The UK inquiry, which is being led by former Slaughter & May lawyer Laura Carstensen, has been investigating the market for nearly a year and is considered to be more thorough in its assessments than European officials.
However, this week is a tough one for the Big Four, as the evidence they give is likely to form the basis of the solutions, if any, that are required to improve the accounting market. In each instance they are expected to be questioned for at least four hours.
An industry source said: "It won't be quite like a select committee, but there will be detailed questioning."
The Big Four are aware that, with the audit accounts of virtually all of the FTSE 100 and four-fifths of the 350 biggest listed firms, they are considered to be the purveyors of a closed market as never before.

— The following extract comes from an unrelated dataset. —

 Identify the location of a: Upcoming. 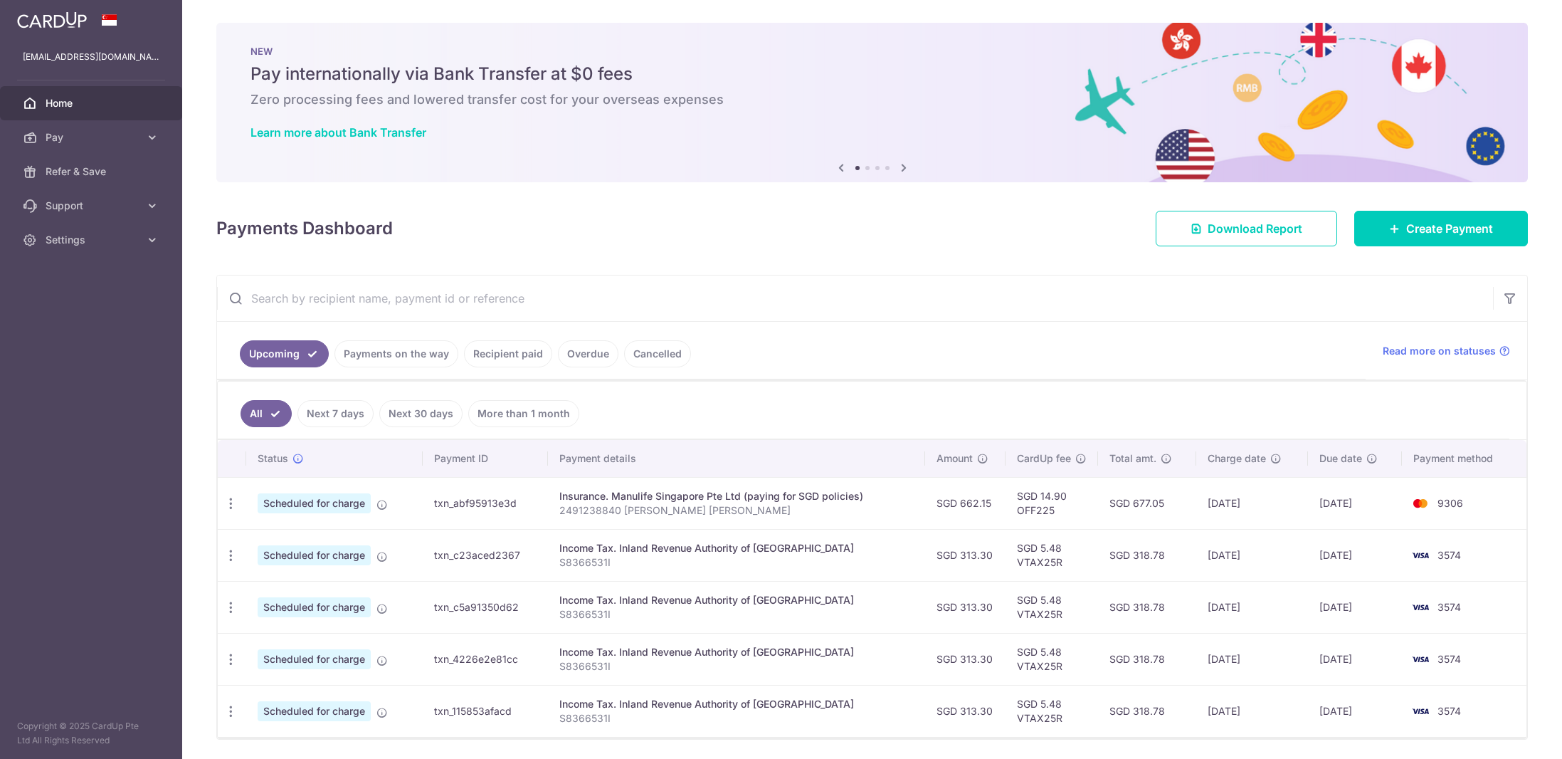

PWC's UK chairman, Ian Powell, has countered saying that competition in the industry is "ferocious".
However, there was some relief earlier this month when the commission appeared to set aside some of the concerns, or "theory of harms", about restricted market behaviour. In particular, there was a belief that there was "tacit co-ordination" between the firms that restricted competition.
Due to the stability of the market, with each of the four accounting giants broadly retaining their market share year-after-year, there was the risk that there was "an implicit understanding between parties" even if no formal arrangements existed to maintain the oligopoly.
However, the commission said in a working paper that there was not sufficient evidence to back up this claim, but it could revisit the issue.